New York Times on patent trolls. Image snapped by Josh from CCIA.
Summary: New claims that trolls are making a comeback are difficult to verify; these may be as unreliable as claims of a software patents comeback
THE European Patent Office (EPO) and the U.S. Patent and Trademark Office (USPTO) both support patent trolls. The latter pretends they don't exist or aren't a problem and the former keeps legitimising trolls -- a subject we'll deal with later in a separate post.
"Patent Assertion Entities Are on the Comeback Trail,"
said patent litigation and software patents booster Scott Graham a few days ago. He calls "patent trolls" just "Patent Assertion Entities" (although he uses the word "trolls" in the body, so maybe the editor is to blame). To quote: "Patent assertion entities seem so 2012. Businesses that acquire patents and then enforce them—sometimes criticized as “patent trolls”—have largely dropped out of the headlines since the America Invents Act (AIA) and the Supreme Court’s Alice decision simplified the process of challenging patent validity in many cases."
Nothing has changed as far as
Alice goes -- a subject that we'll write about later (separately).

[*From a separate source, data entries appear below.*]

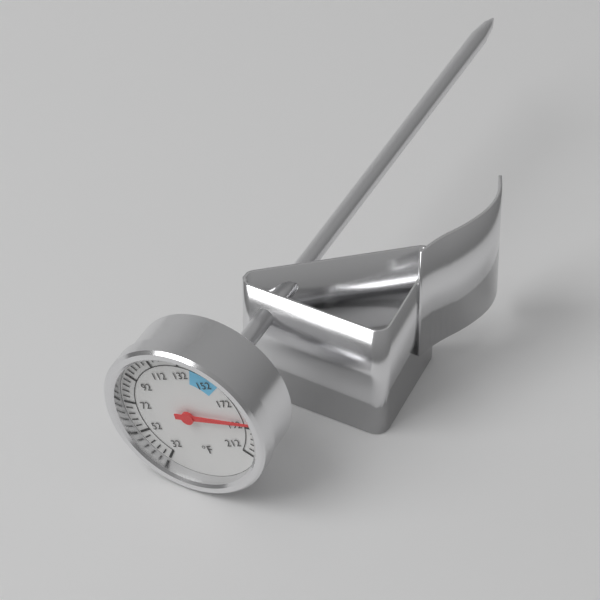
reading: 188 °F
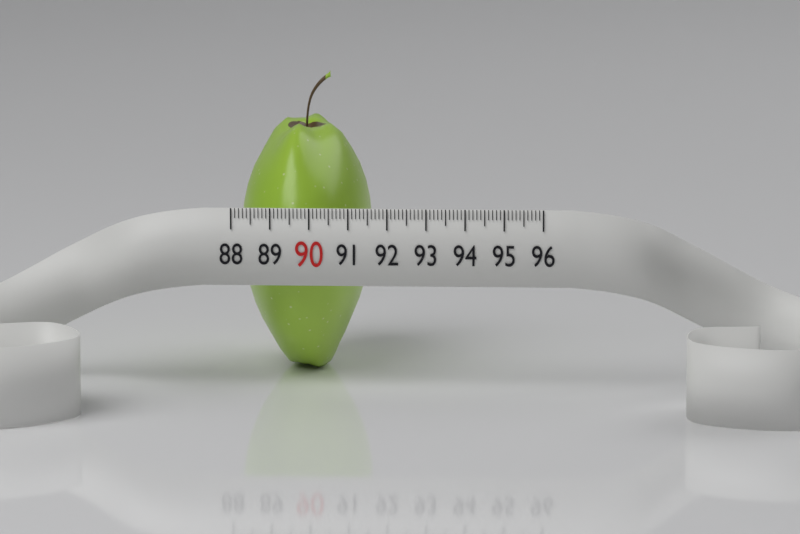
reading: 91.4 (no unit)
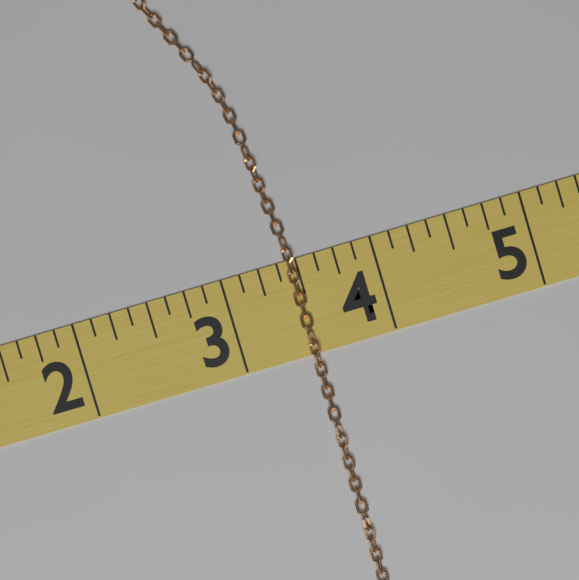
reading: 3.500 (no unit)
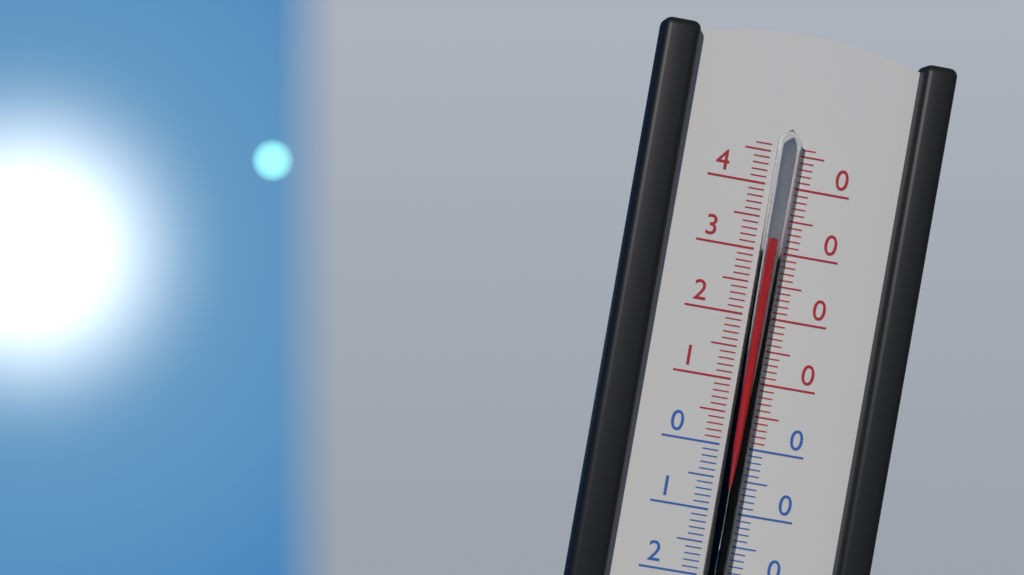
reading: 32 °C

Since there's a paywall, it is hard to verify the accuracy of the above claims (that there's a comeback of trolls).
"Several years after a series of Supreme Court decisions reduced the threat to companies from 'non-practicing entities,' patent trolls may be climbing back out,"
Crain's Cleveland Business wrote some days ago in "NEO faces a resurgence of patent trolling" (not accessible in the EU).
These two articles make somewhat surprising claims, but the basis is not accessible to a broad audience, only subscribers and such.
What is known for a fact, however, is that patent trolls are widely reviled (see the above crossword puzzle, which is new) and they damage local economies.
New reports such as "
Apple Stores reshuffled in Texas to foil patent trolls" from Apple fan sites (alluding to high-profile cases like
VirnetX v Apple) still talk about this problem:
Apple is closing a pair of retail stores in east Texas, and opening a new one nearby to take on their traffic. But this has little to do with customer convenience; it’s likely all about patent lawsuits.
The courts in east Texas, as we've noted many times before, wanted to attract patent trolls and this is ruining retail jobs. It also discourages participation over there at a
technical capacity (server hosting, development and so on).